Sitting beside Kariyawasam were Navin Dissanayake and Daya Gamage. It’s surprising that both Palitha Range Bandara and Palitha Thewarapperuma – especially the latter, given his anti-establishment antics – have decided as of now to side with RanilWickremesinghe. If all these people are put in together, and if we were to account for snide references to dealmakers and wheeler-dealers among them made by, who else, the Premadasa faction, all you get is one sorry mess of a party establishment. SajithPremadasa may have inflated his own popularity, and his cohorts may be clinging for dear life on him, yet this does not and should not deny the point that the fury of the people is directed less at the Premadasists than at the Ranilistas. Middle-class professionals, government workers, the suburban youth: these are the segments GotabayaRajapaksa and his Viyath Maga Eliya troupe targeted and got, while both Ranil and Sajith were busy courting the minority and the Colombo vote, and these are the segments that Sajith, with his unenviable blend of frenzied onstage populism and eloquent if not loquacious conference hall decorum, is best equipped to grabbing from Gotabaya. 
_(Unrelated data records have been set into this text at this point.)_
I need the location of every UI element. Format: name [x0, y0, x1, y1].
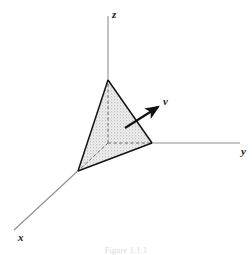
- normal-vector-label: ν: [163, 95, 168, 107]
- x-axis-label: x: [17, 231, 24, 243]
- z-axis-label: z: [111, 8, 117, 20]
- figure-caption: Figure 1.1.1: [0, 246, 252, 255]
- y-axis-label: y: [239, 145, 246, 157]
- tetrahedron: [78, 80, 152, 171]
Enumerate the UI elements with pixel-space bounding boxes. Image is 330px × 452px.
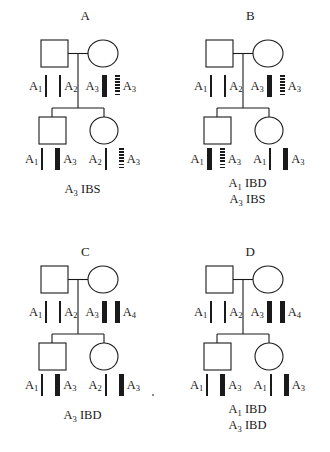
allele-label: A1 [189,153,205,166]
panel-b: B A1A2A3A3 A1A3A1A3 A1 IBDA3 IBS [165,0,330,226]
panel-d-child-alleles: A1A3A1A3 [165,371,330,399]
father-symbol [41,40,68,67]
allele-label: A1 [192,306,208,319]
thick-allele-bar [267,301,272,323]
panel-c-child-alleles: A1A3A2A3 [0,371,165,399]
thick-allele-bar [280,301,285,323]
dotted-allele-bar [220,148,225,170]
allele-label: A2 [228,80,244,93]
allele-label: A3 [290,153,306,166]
panel-c-caption: A3 IBD [0,408,165,424]
allele-label: A1 [188,379,204,392]
scan-speck [152,394,154,396]
thick-allele-bar [267,75,272,97]
allele-label: A3 [125,379,141,392]
allele-label: A1 [252,153,268,166]
son-symbol [39,343,66,370]
caption-line: A3 IBS [0,182,165,198]
allele-label: A2 [87,153,103,166]
thin-allele-bar [59,301,61,323]
allele-label: A3 [290,379,306,392]
thin-allele-bar [105,148,107,170]
allele-label: A1 [23,153,39,166]
thin-allele-bar [59,75,61,97]
thick-allele-bar [207,148,212,170]
allele-label: A3 [286,80,302,93]
panel-d: D A1A2A3A4 A1A3A1A3 A1 IBDA3 IBD [165,226,330,452]
panel-d-letter: D [168,244,330,260]
allele-label: A1 [252,379,268,392]
mother-symbol [253,40,283,67]
panel-a-parent-alleles: A1A2A3A3 [0,72,165,100]
thin-allele-bar [224,75,226,97]
allele-label: A1 [27,306,43,319]
thick-allele-bar [283,148,288,170]
allele-label: A1 [23,379,39,392]
panel-d-caption: A1 IBDA3 IBD [165,402,330,434]
panel-a-letter: A [3,8,168,24]
allele-label: A1 [27,80,43,93]
thin-allele-bar [269,148,271,170]
allele-label: A3 [62,379,78,392]
allele-label: A2 [63,80,79,93]
son-symbol [204,117,231,144]
thin-allele-bar [210,75,212,97]
thick-allele-bar [220,374,225,396]
allele-label: A3 [226,153,242,166]
panel-b-letter: B [168,8,330,24]
allele-label: A3 [227,379,243,392]
son-symbol [39,117,66,144]
panel-a-child-alleles: A1A3A2A3 [0,145,165,173]
dotted-allele-bar [280,75,285,97]
thick-allele-bar [115,301,120,323]
caption-line: A1 IBD [165,402,330,418]
panel-c-parent-alleles: A1A2A3A4 [0,298,165,326]
thick-allele-bar [284,374,289,396]
dotted-allele-bar [119,148,124,170]
allele-label: A3 [84,306,100,319]
panel-b-child-alleles: A1A3A1A3 [165,145,330,173]
mother-symbol [88,266,118,293]
pedigree-figure: A A1A2A3A3 A1A3A2A3 A3 IBS B [0,0,330,452]
daughter-symbol [90,343,118,370]
allele-label: A3 [62,153,78,166]
dotted-allele-bar [115,75,120,97]
panel-c: C A1A2A3A4 A1A3A2A3 A3 IBD [0,226,165,452]
father-symbol [206,40,233,67]
panel-a-caption: A3 IBS [0,182,165,198]
son-symbol [204,343,231,370]
father-symbol [41,266,68,293]
panel-b-parent-alleles: A1A2A3A3 [165,72,330,100]
thin-allele-bar [45,301,47,323]
allele-label: A3 [84,80,100,93]
thick-allele-bar [55,148,60,170]
thin-allele-bar [41,148,43,170]
daughter-symbol [90,117,118,144]
daughter-symbol [255,343,283,370]
thin-allele-bar [41,374,43,396]
thin-allele-bar [45,75,47,97]
allele-label: A3 [125,153,141,166]
thick-allele-bar [102,301,107,323]
thick-allele-bar [55,374,60,396]
mother-symbol [88,40,118,67]
thin-allele-bar [105,374,107,396]
allele-label: A2 [63,306,79,319]
allele-label: A3 [249,306,265,319]
thin-allele-bar [224,301,226,323]
allele-label: A4 [121,306,137,319]
panel-a: A A1A2A3A3 A1A3A2A3 A3 IBS [0,0,165,226]
thin-allele-bar [206,374,208,396]
allele-label: A3 [249,80,265,93]
daughter-symbol [255,117,283,144]
panel-d-parent-alleles: A1A2A3A4 [165,298,330,326]
allele-label: A3 [121,80,137,93]
allele-label: A1 [192,80,208,93]
panel-c-letter: C [3,244,168,260]
thick-allele-bar [119,374,124,396]
mother-symbol [253,266,283,293]
allele-label: A4 [286,306,302,319]
panel-b-caption: A1 IBDA3 IBS [165,176,330,208]
father-symbol [206,266,233,293]
thick-allele-bar [102,75,107,97]
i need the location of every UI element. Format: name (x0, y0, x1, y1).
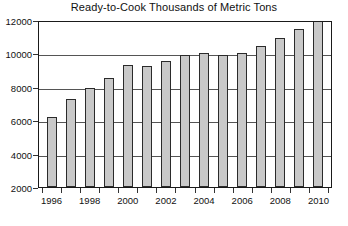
chart-title: Ready-to-Cook Thousands of Metric Tons (0, 1, 348, 13)
bar[interactable] (294, 29, 304, 187)
x-axis-tick-mark (175, 188, 176, 193)
y-axis-labels: 20004000600080001000012000 (0, 0, 36, 226)
x-axis-tick-label: 2002 (155, 195, 176, 206)
bar-slot (81, 22, 100, 187)
bar[interactable] (256, 46, 266, 187)
bar[interactable] (180, 55, 190, 187)
bar[interactable] (218, 55, 228, 187)
x-axis-tick-label: 2010 (308, 195, 329, 206)
bar[interactable] (199, 53, 209, 187)
x-axis-tick-mark (328, 188, 329, 193)
x-axis-tick-mark (118, 188, 119, 193)
x-axis-labels: 19961998200020022004200620082010 (38, 195, 332, 215)
bar-slot (176, 22, 195, 187)
x-axis-tick-label: 2000 (117, 195, 138, 206)
bar-series (39, 22, 331, 187)
x-axis-tick-mark (61, 188, 62, 193)
bar-slot (251, 22, 270, 187)
x-axis-tick-mark (214, 188, 215, 193)
bar[interactable] (85, 88, 95, 187)
bar-slot (308, 22, 327, 187)
x-axis-tick-mark (99, 188, 100, 193)
bar-slot (157, 22, 176, 187)
x-axis-ticks (38, 188, 332, 194)
y-axis-tick-label: 4000 (11, 149, 32, 160)
bar-chart: Ready-to-Cook Thousands of Metric Tons 2… (0, 0, 348, 226)
y-axis-tick-label: 10000 (6, 49, 32, 60)
x-axis-tick-label: 2006 (232, 195, 253, 206)
bar[interactable] (123, 65, 133, 187)
bar-slot (289, 22, 308, 187)
bar[interactable] (66, 99, 76, 187)
bar[interactable] (237, 53, 247, 187)
x-axis-tick-mark (80, 188, 81, 193)
bar[interactable] (142, 66, 152, 187)
bar-slot (270, 22, 289, 187)
x-axis-tick-mark (252, 188, 253, 193)
bar-slot (62, 22, 81, 187)
x-axis-tick-mark (42, 188, 43, 193)
x-axis-tick-mark (233, 188, 234, 193)
bar-slot (138, 22, 157, 187)
y-axis-tick-label: 12000 (6, 16, 32, 27)
bar[interactable] (275, 38, 285, 187)
x-axis-tick-mark (195, 188, 196, 193)
x-axis-tick-mark (137, 188, 138, 193)
bar[interactable] (161, 61, 171, 187)
x-axis-tick-mark (156, 188, 157, 193)
bar[interactable] (47, 117, 57, 187)
x-axis-tick-label: 1996 (41, 195, 62, 206)
x-axis-tick-label: 2004 (193, 195, 214, 206)
bar[interactable] (313, 22, 323, 187)
bar[interactable] (104, 78, 114, 187)
x-axis-tick-label: 1998 (79, 195, 100, 206)
x-axis-tick-mark (309, 188, 310, 193)
bar-slot (43, 22, 62, 187)
y-axis-tick-label: 2000 (11, 183, 32, 194)
x-axis-tick-mark (271, 188, 272, 193)
bar-slot (213, 22, 232, 187)
y-axis-tick-label: 8000 (11, 82, 32, 93)
bar-slot (119, 22, 138, 187)
bar-slot (232, 22, 251, 187)
y-axis-tick-label: 6000 (11, 116, 32, 127)
plot-area (38, 21, 332, 188)
plot-inner (39, 22, 331, 187)
x-axis-tick-mark (290, 188, 291, 193)
bar-slot (195, 22, 214, 187)
bar-slot (100, 22, 119, 187)
x-axis-tick-label: 2008 (270, 195, 291, 206)
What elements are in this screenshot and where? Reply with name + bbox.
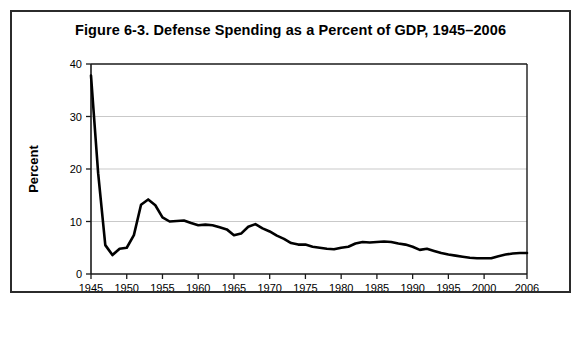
figure-frame: Figure 6-3. Defense Spending as a Percen… <box>10 10 571 293</box>
y-axis-title: Percent <box>26 144 41 192</box>
x-tick-label-1990: 1990 <box>400 282 424 291</box>
x-tick-label-1960: 1960 <box>186 282 210 291</box>
y-tick-label-10: 10 <box>70 216 82 228</box>
y-axis-ticks: 010203040 <box>70 58 91 280</box>
x-axis-ticks: 1945195019551960196519701975198019851990… <box>79 274 539 291</box>
x-tick-label-1970: 1970 <box>257 282 281 291</box>
x-tick-label-2006: 2006 <box>515 282 539 291</box>
x-tick-label-1950: 1950 <box>114 282 138 291</box>
y-tick-label-0: 0 <box>76 268 82 280</box>
x-tick-label-1955: 1955 <box>150 282 174 291</box>
y-tick-label-30: 30 <box>70 111 82 123</box>
x-tick-label-1945: 1945 <box>79 282 103 291</box>
x-tick-label-1980: 1980 <box>329 282 353 291</box>
x-tick-label-1985: 1985 <box>365 282 389 291</box>
defense-spending-line <box>91 76 527 259</box>
y-tick-label-20: 20 <box>70 163 82 175</box>
x-tick-label-1995: 1995 <box>436 282 460 291</box>
y-tick-label-40: 40 <box>70 58 82 70</box>
chart-plot: 010203040 194519501955196019651970197519… <box>12 12 569 291</box>
x-tick-label-2000: 2000 <box>472 282 496 291</box>
x-tick-label-1965: 1965 <box>222 282 246 291</box>
x-tick-label-1975: 1975 <box>293 282 317 291</box>
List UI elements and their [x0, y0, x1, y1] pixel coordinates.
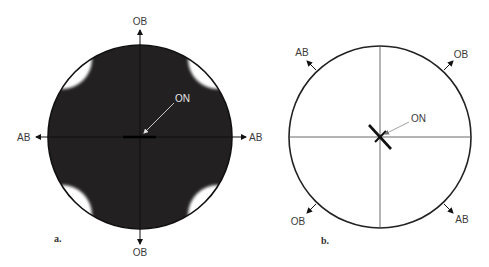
- figure-b: AB OB OB AB ON b.: [289, 46, 471, 246]
- window-lower-right: [188, 185, 248, 245]
- arrow-upper-right-ob: [444, 61, 453, 70]
- window-lower-left: [32, 185, 92, 245]
- arrow-upper-left-ab: [307, 61, 316, 70]
- label-lower-left-ob: OB: [291, 216, 306, 227]
- label-center-on-b: ON: [411, 113, 426, 124]
- figure-canvas: OB OB AB AB ON a. AB OB OB AB ON b.: [0, 0, 489, 267]
- arrow-lower-right-ab: [444, 204, 453, 213]
- arrow-lower-left-ob: [307, 204, 316, 213]
- label-right-ab: AB: [249, 132, 263, 143]
- panel-label-b: b.: [321, 235, 330, 246]
- label-center-on: ON: [175, 93, 190, 104]
- panel-label-a: a.: [54, 233, 62, 244]
- figure-a: OB OB AB AB ON a.: [17, 16, 263, 258]
- window-upper-right: [188, 29, 248, 89]
- label-upper-right-ob: OB: [454, 49, 469, 60]
- label-top-ob: OB: [133, 16, 148, 27]
- window-upper-left: [32, 29, 92, 89]
- label-upper-left-ab: AB: [295, 47, 309, 58]
- label-left-ab: AB: [17, 132, 31, 143]
- label-lower-right-ab: AB: [455, 214, 469, 225]
- label-bottom-ob: OB: [133, 247, 148, 258]
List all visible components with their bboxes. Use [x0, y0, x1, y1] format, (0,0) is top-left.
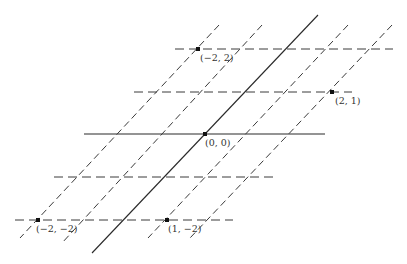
lattice-point: [196, 47, 200, 51]
point-label: (1, −2): [168, 223, 202, 234]
point-label: (0, 0): [205, 137, 231, 148]
lattice-point: [330, 90, 334, 94]
lattice-point: [203, 132, 207, 136]
slanted-line-col-1: [148, 25, 348, 238]
lattice-point: [165, 218, 169, 222]
lattice-point: [36, 218, 40, 222]
point-label: (−2, 2): [200, 52, 234, 63]
slanted-line-col-m2: [20, 25, 219, 238]
point-label: (2, 1): [335, 95, 361, 106]
point-label: (−2, −2): [36, 223, 77, 234]
lattice-diagram: (−2, 2)(2, 1)(0, 0)(−2, −2)(1, −2): [0, 0, 407, 264]
point-labels: (−2, 2)(2, 1)(0, 0)(−2, −2)(1, −2): [36, 52, 361, 234]
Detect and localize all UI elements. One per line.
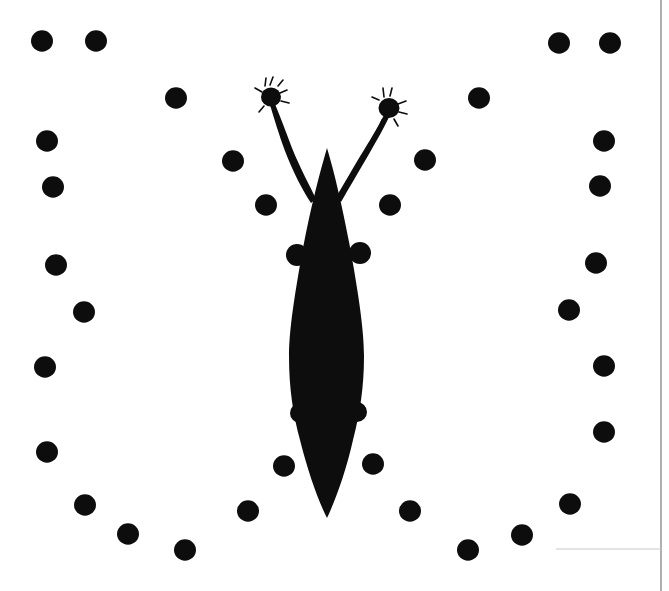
ring-dot — [36, 130, 58, 151]
ring-dot — [559, 493, 581, 514]
ring-dot — [73, 301, 95, 322]
ring-dot — [414, 149, 436, 170]
ring-dot — [399, 500, 421, 521]
ring-dot — [237, 500, 259, 521]
ring-dot — [599, 32, 621, 53]
ring-dot — [31, 30, 53, 51]
ring-dot — [548, 32, 570, 53]
ring-dot — [593, 355, 615, 376]
figure-canvas — [0, 0, 669, 591]
ring-dot — [222, 150, 244, 171]
ring-dot — [165, 87, 187, 108]
ring-dot — [593, 130, 615, 151]
ring-dot — [593, 421, 615, 442]
ring-dot — [36, 441, 58, 462]
ring-dot — [589, 175, 611, 196]
butterfly-figure — [0, 0, 669, 591]
ring-dot — [585, 252, 607, 273]
ring-dot — [45, 254, 67, 275]
ring-dot — [511, 524, 533, 545]
ring-dot — [42, 176, 64, 197]
ring-dot — [255, 194, 277, 215]
ring-dot — [174, 539, 196, 560]
ring-dot — [117, 523, 139, 544]
ring-dot — [379, 194, 401, 215]
ring-dot — [34, 356, 56, 377]
ring-dot — [273, 455, 295, 476]
ring-dot — [468, 87, 490, 108]
ring-dot — [85, 30, 107, 51]
ring-dot — [74, 494, 96, 515]
ring-dot — [457, 539, 479, 560]
ring-dot — [362, 453, 384, 474]
ring-dot — [558, 299, 580, 320]
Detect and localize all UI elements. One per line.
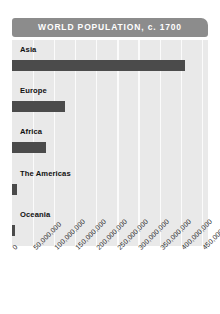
bar-group: Europe <box>12 81 208 122</box>
bar-category-label: Africa <box>20 128 42 136</box>
plot-area: AsiaEuropeAfricaThe AmericasOceania <box>12 40 208 246</box>
bar-category-label: The Americas <box>20 170 71 178</box>
bar-category-label: Asia <box>20 46 36 54</box>
chart-title-banner: WORLD POPULATION, c. 1700 <box>12 18 208 37</box>
bar-group: Asia <box>12 40 208 81</box>
bar <box>12 60 185 71</box>
bar-category-label: Oceania <box>20 211 50 219</box>
bar <box>12 101 65 112</box>
bar <box>12 142 46 153</box>
x-axis-tick-labels: 050,000,000100,000,000150,000,000200,000… <box>12 246 208 314</box>
bar-group: Africa <box>12 122 208 163</box>
bar-group: The Americas <box>12 164 208 205</box>
bar <box>12 184 17 195</box>
bar <box>12 225 15 236</box>
chart-title: WORLD POPULATION, c. 1700 <box>38 23 182 32</box>
bar-category-label: Europe <box>20 87 47 95</box>
chart-figure: WORLD POPULATION, c. 1700 AsiaEuropeAfri… <box>0 0 220 314</box>
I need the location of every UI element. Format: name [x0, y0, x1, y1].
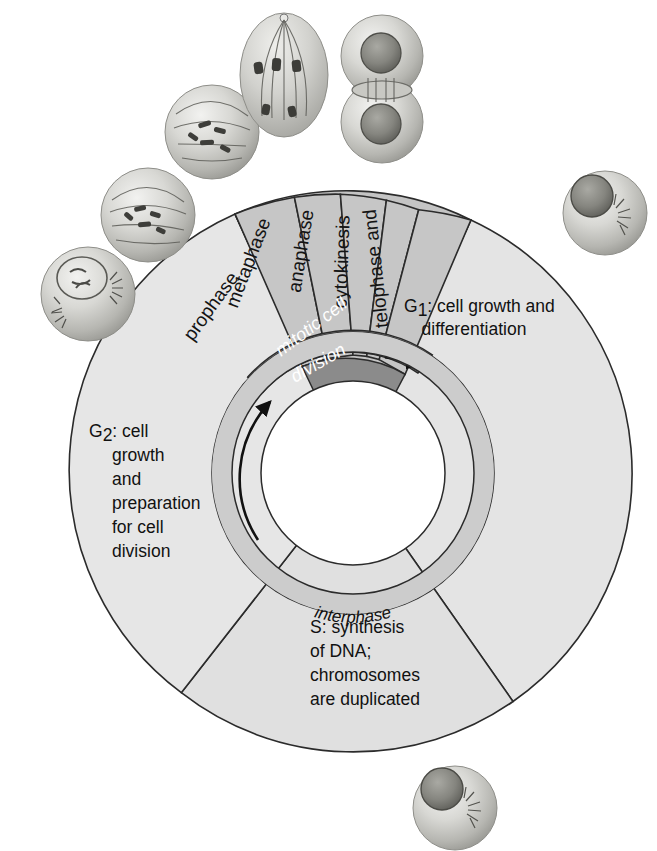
label-s-line3: chromosomes — [310, 665, 420, 685]
cell-g1-interphase-cell — [563, 171, 647, 255]
g1-g: G — [404, 296, 418, 316]
cell-prophase-cell — [41, 247, 135, 341]
cell-anaphase-cell — [240, 13, 328, 137]
cell-telophase-cytokinesis-cell — [341, 15, 423, 163]
g2-subscript: 2 — [103, 425, 113, 445]
cell-s-phase-cell — [413, 766, 497, 850]
g1-rest: : cell growth and — [427, 296, 554, 316]
label-s-line1: S: synthesis — [310, 617, 405, 637]
label-g1-line2: differentiation — [422, 319, 527, 339]
label-g2-line3: and — [112, 469, 141, 489]
label-cytokinesis: cytokinesis — [329, 215, 353, 309]
hub-white-circle — [261, 381, 445, 565]
cell-cycle-diagram: prophase metaphase anaphase cytokinesis … — [0, 0, 657, 851]
diagram-canvas: prophase metaphase anaphase cytokinesis … — [0, 0, 657, 851]
label-s-line4: are duplicated — [310, 689, 420, 709]
g2-g: G — [89, 421, 103, 441]
cell-prophase-cell-2 — [101, 168, 195, 262]
label-g2-line5: for cell — [112, 517, 164, 537]
g1-subscript: 1 — [418, 300, 428, 320]
label-g2-line2: growth — [112, 445, 165, 465]
label-g2-line6: division — [112, 541, 170, 561]
g2-rest: : cell — [112, 421, 148, 441]
label-g2-line4: preparation — [112, 493, 201, 513]
label-s-line2: of DNA; — [310, 641, 371, 661]
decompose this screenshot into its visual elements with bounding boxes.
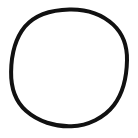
canvas-background (0, 0, 138, 138)
drawing-canvas: Hand-drawn black circle outline on a pla… (0, 0, 138, 138)
hand-drawn-circle-svg (0, 0, 138, 138)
Just as Gotabaya cannot match Sajith for the fleeting frenzied sensation he is, Sajith cannot match Gotabaya for the charismatic imposing figure he is. The two are different, but they can very well target the same milieus: something that those in Ranil’s faction will not be able to do. You may argue, as most pro-Ranil commentators do, that Sajith failed to drum up enough support for the UNP at the presidential poll and he was more concerned with distancing his troupe from Sirikotha, but the hurdles he was up against – hurdles which he is up against yet again now – were so insurmountable; to appreciate the magnitude of the obstacles he had to cross and couldn’t, consider that they were much higher than what Mahinda Rajapaksa, the joint opposition and Pohottuwa had to face from the SLFP. Sirisena, who now compares himself to an eagle – is he toying with the idea of an eagle as the symbol of his next political misadventure? – tripped Mahinda just once and that was at the August 2015 poll. After that, though he was very much against the SLPP calling the shots in the party, he realised that he and his party would be reduced to rubble unless they tied up with the monolithic Pohottuwa. By contrast, the UNP still has enough firepower to quell the aspirations of the Sajith faction, even with Rauff Hakeem, Rishad Bathiudeen and Patali Champika Ranawaka standing side by side and singing hosannas with Sajith Premadasa. 


So the UNP will continue to do what it has always done: bully the rival and his supporters. My guess is that this will accelerate if not sharpen the attempts of the Premadasa faction at emulating Gotabaya’s pandering to Sinhala Buddhist nationalism and populism. With the elders continually dragging Sajith away from an alliance between the two rivals, what more can you expect? It’s true they haven’t parted officially from one another, and yet, to the world at large, they have. It’s like a divorce without the settlement: you have only an inkling of hope that they’ll get together again. By alienating the majority who are with Sajith, the elders will only drum up popular support for their rivals. This will in itself certainly not be enough to upend the popularity the current government enjoys – my prediction is that the UNP will fall down to a position not dissimilar to that of the SLFP in the February 2018 polls, even if the Ranil-Sajith rift is resolved – but it will be enough to dissipate what little support the Reid Avenue Brigade in Ranil Wickremesinghe’s faction has. It’s a different kind of ‘Big Match’ we’re seeing here: two factions of the same college.